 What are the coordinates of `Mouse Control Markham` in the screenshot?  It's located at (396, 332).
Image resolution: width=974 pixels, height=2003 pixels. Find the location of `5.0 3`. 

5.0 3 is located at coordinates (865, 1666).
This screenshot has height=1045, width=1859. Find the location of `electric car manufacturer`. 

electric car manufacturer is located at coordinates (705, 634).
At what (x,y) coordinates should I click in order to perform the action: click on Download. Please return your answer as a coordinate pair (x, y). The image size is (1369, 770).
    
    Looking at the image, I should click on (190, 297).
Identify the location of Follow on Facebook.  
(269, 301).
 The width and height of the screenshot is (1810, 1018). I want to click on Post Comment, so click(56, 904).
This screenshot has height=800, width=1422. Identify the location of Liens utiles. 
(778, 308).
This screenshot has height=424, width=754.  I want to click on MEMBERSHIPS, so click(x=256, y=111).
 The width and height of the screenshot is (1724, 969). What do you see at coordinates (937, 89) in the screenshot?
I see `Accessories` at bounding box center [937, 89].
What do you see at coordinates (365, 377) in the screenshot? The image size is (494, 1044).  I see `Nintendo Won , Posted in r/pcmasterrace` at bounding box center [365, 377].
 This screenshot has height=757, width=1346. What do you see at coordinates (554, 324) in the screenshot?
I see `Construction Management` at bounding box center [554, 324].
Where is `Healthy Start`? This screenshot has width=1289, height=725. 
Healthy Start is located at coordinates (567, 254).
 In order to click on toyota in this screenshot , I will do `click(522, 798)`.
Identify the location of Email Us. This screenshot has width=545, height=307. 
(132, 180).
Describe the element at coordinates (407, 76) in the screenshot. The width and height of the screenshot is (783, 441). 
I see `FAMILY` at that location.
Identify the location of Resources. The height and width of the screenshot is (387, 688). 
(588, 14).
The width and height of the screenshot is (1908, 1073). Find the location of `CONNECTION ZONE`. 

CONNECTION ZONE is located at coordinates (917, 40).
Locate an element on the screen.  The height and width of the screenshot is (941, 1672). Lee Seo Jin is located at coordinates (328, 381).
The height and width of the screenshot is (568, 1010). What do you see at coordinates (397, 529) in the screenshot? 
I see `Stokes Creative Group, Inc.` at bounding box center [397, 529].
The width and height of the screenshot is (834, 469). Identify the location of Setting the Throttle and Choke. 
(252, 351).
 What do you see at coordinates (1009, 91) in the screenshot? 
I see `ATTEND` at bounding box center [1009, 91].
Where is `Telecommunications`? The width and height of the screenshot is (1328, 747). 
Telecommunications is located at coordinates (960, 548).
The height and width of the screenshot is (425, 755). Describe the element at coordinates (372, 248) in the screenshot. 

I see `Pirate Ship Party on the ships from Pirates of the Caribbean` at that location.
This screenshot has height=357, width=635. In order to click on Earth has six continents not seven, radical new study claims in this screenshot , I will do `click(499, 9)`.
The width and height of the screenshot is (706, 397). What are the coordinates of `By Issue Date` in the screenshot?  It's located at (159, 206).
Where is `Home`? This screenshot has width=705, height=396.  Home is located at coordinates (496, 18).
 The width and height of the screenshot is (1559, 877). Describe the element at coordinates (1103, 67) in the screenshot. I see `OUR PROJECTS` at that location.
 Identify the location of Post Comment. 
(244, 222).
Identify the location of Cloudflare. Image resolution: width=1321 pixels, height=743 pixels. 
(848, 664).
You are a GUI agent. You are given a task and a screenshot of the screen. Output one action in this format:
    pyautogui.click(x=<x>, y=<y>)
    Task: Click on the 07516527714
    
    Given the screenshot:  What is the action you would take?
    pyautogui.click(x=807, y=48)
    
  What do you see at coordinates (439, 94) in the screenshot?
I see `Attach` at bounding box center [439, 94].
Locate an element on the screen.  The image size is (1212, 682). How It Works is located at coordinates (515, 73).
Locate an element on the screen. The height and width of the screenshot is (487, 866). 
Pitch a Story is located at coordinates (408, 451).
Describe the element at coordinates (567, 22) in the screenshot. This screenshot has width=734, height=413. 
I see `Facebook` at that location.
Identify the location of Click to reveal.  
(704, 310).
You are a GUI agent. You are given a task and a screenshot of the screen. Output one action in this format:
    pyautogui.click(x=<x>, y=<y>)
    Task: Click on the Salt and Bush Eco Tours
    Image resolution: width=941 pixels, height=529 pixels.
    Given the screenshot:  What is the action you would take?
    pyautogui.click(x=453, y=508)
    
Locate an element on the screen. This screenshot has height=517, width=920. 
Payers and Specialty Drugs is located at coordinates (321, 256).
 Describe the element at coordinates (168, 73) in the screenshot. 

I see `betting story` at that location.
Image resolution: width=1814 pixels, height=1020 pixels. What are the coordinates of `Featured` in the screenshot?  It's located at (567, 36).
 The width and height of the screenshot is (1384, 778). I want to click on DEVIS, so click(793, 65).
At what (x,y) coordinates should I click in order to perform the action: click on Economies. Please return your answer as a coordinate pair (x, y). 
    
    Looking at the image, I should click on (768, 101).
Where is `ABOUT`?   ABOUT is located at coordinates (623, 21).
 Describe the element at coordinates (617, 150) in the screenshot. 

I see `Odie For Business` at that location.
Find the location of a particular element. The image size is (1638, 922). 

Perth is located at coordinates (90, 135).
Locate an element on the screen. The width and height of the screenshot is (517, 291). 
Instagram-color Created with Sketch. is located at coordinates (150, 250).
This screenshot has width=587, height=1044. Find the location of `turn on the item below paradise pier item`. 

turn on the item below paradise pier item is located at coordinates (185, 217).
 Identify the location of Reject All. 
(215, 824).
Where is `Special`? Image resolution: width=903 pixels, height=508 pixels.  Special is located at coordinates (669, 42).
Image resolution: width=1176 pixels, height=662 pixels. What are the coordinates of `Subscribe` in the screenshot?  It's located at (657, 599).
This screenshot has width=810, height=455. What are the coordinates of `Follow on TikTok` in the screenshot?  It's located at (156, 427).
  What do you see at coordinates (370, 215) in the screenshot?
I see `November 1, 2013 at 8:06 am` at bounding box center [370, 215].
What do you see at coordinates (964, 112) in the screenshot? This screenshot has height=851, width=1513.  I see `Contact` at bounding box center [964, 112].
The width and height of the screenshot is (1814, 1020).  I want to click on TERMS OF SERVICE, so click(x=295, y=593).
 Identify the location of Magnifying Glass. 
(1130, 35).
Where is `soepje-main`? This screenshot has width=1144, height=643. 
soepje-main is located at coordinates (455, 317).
-=-=-=-=-
### Directions
The lines to return are those holding the string "will" anywhere in the listing above.

### Finished task
 In order to click on toyota in this screenshot , I will do `click(522, 798)`.
This screenshot has height=357, width=635. In order to click on Earth has six continents not seven, radical new study claims in this screenshot , I will do `click(499, 9)`.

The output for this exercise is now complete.